From section 2.1.4, it is clear that this SC aspect is related to the waste of inventory. Mainly the bullwhip effect, which is the distortion of inventory through SCs, will increase inventory levels for SC members due to the demand amplification causing suppliers to produce excess products (overproduction) through the SC (Eltantawy et al., 2015; Lee et al., 1997b). Thus, these excess products are produced without an actual demand, making them obsolete which further decreases the effectiveness for the SC members. Further, when studying the bullwhip effect, Lee et al. (1997a) identified that increased variability in the demand data upstream in SCs is one of the main causes of increased inventory waste. They state that distortion in demand information will mislead the manufacturer, who only observes its immediate order data, with amplified demand patterns (bullwhip effect). This increases the waste of inventory and costs for the individual firms in the SC, as it creates different implications, for example,

excess of raw materials due to the unplanned purchase of suppliers, additional manufac-turing expenses created by overproduction, inefficient resource utilization, overtime, excess warehousing expenses, and additional transportation costs due to inefficient scheduling and premium shipping rates (Lee et al., 1997a). All of these implications impacts SC members’

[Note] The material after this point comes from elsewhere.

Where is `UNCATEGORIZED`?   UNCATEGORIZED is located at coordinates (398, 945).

efficiency and effectiveness.

To illustrate how the bullwhip effect and high inventory levels can impact efficiency for SC members, an example is presented in the study by Fuller et al. (1993). They found that inefficiencies caused by the bullwhip effect were partly responsible for the $75 billion to$100 billion worth of inventory which the various members have in the$300 billion (annual) grocery industry. These numbers show the potential gains achievable by increasing effectiveness to reduce inventory levels caused by the bullwhip effect.

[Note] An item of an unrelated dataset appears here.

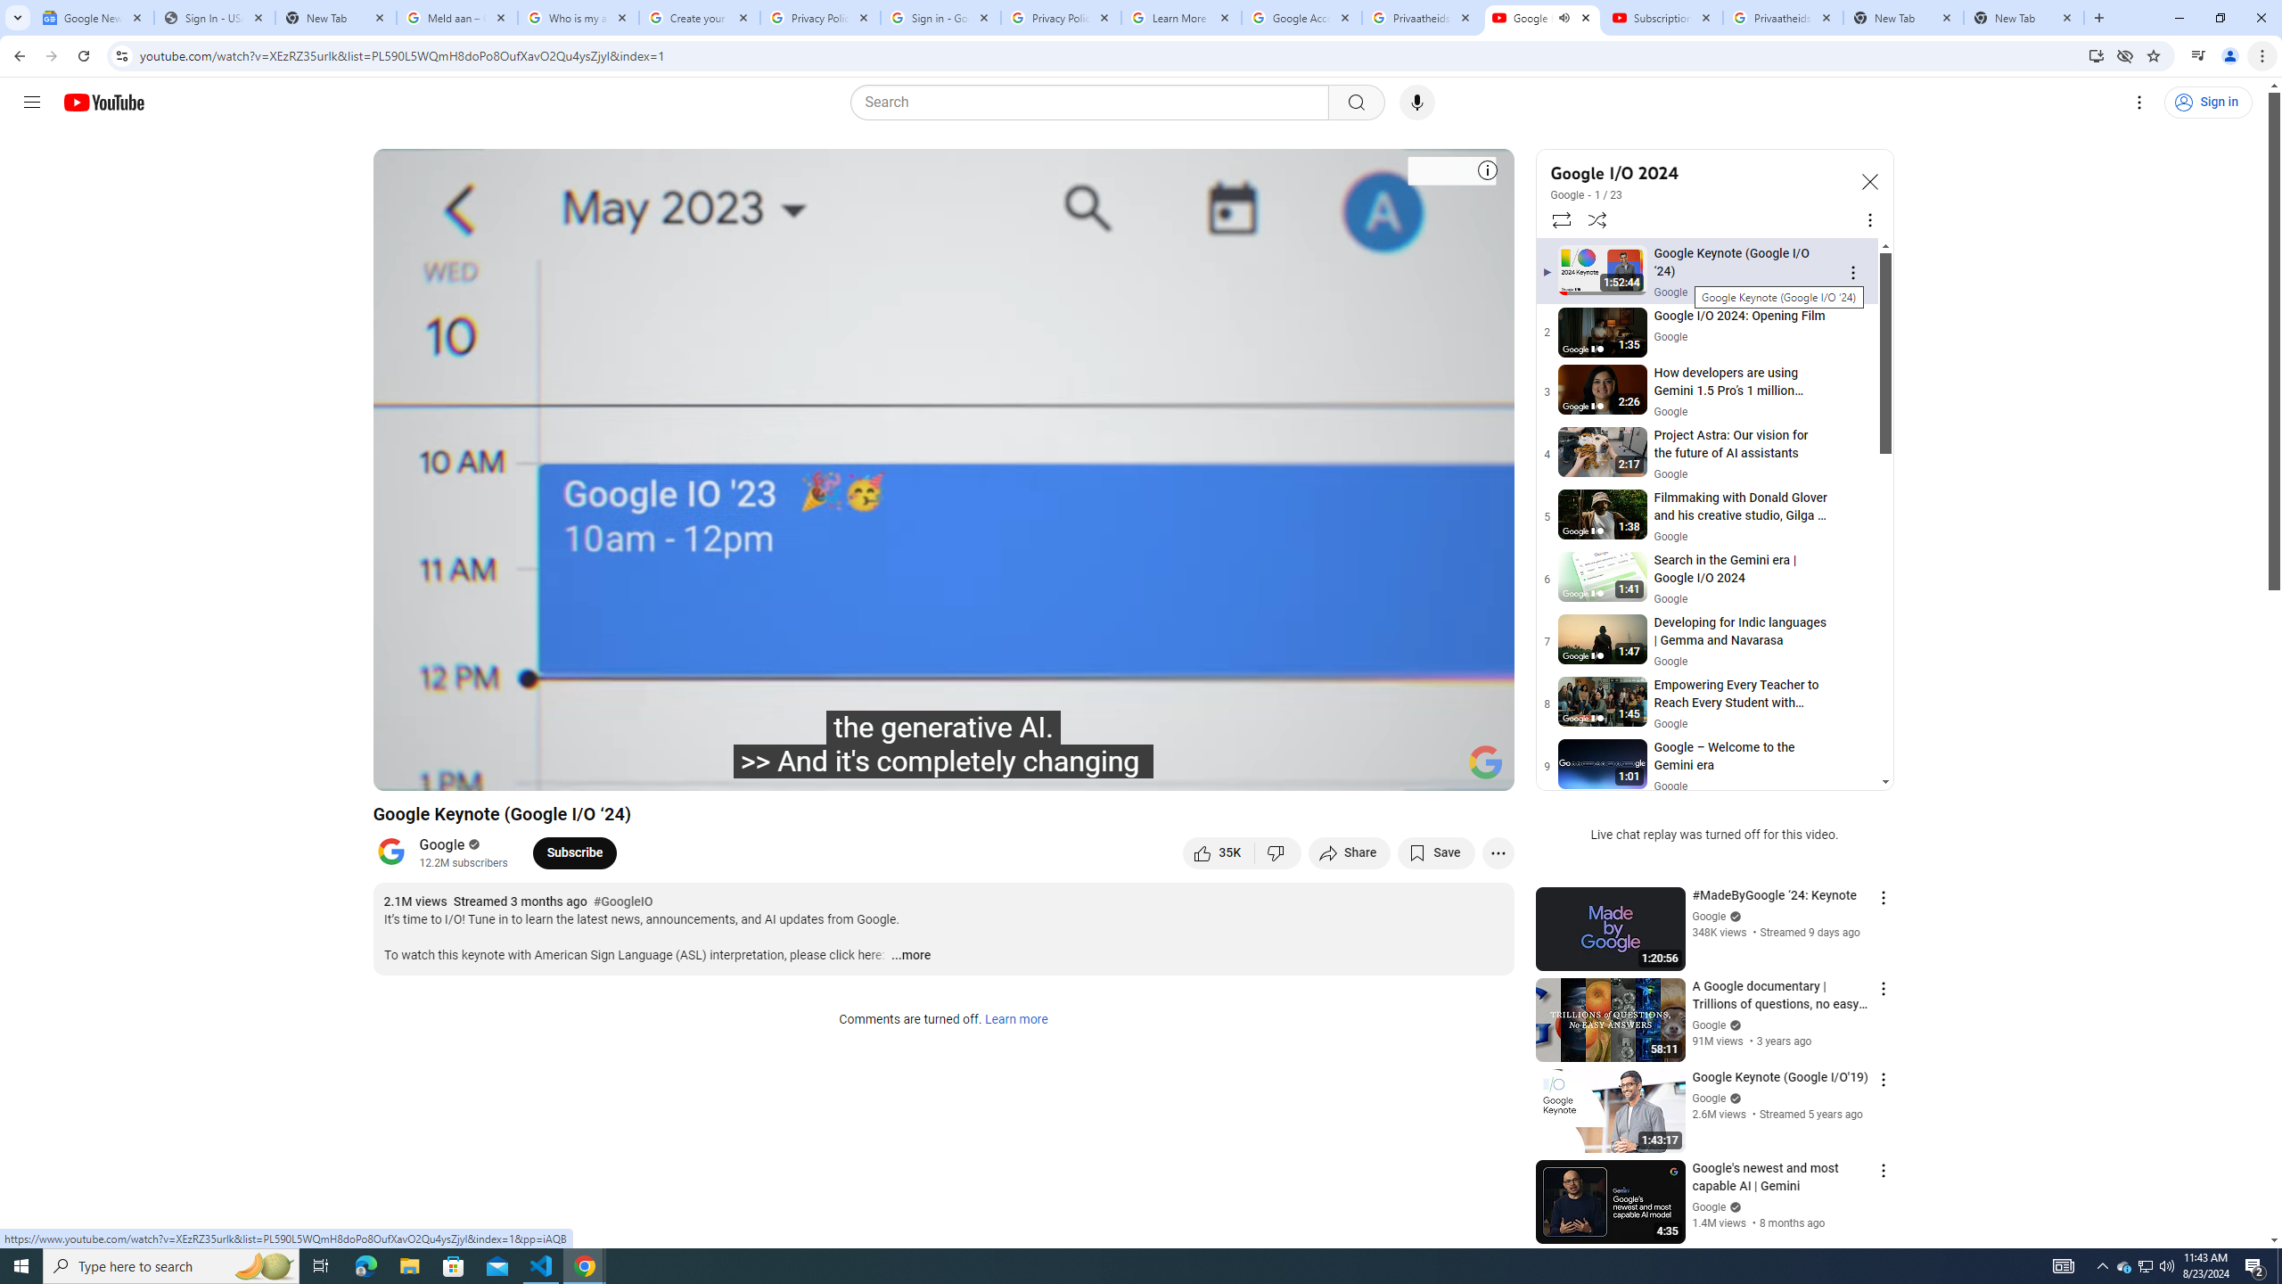 The image size is (2282, 1284). I want to click on Share, so click(1350, 852).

In research of an inventory management experimental context, Sterman (1989) reports evi-dence of the bullwhip effect in the ’Beer distribution game’. The experiment involves an SC with four firms that make independent inventory decisions without communicating with other SC members, relying only on orders from the tier 1 supplier or customer as the sole source of communication. Sterman (1989) found that the variances of orders amplify as one moves up one tier in the SC, increasing the inventory levels and confirming the bullwhip effect. He interprets the phenomenon as a consequence of firms’ systematic irrational behavior, or as he calls it, ’misperceptions of feedback’. This experiment by Sterman (1989) shows that com-munication with only the tier 1 suppliers or customers can create a bullwhip effect through the SC which will increase the waste of inventory, and further decrease effectiveness. The findings by Sterman (1989) also shows that it can be the people making the decisions about orders in the firm, which creates the bullwhip effect as they lack the necessary information to make the right decisions.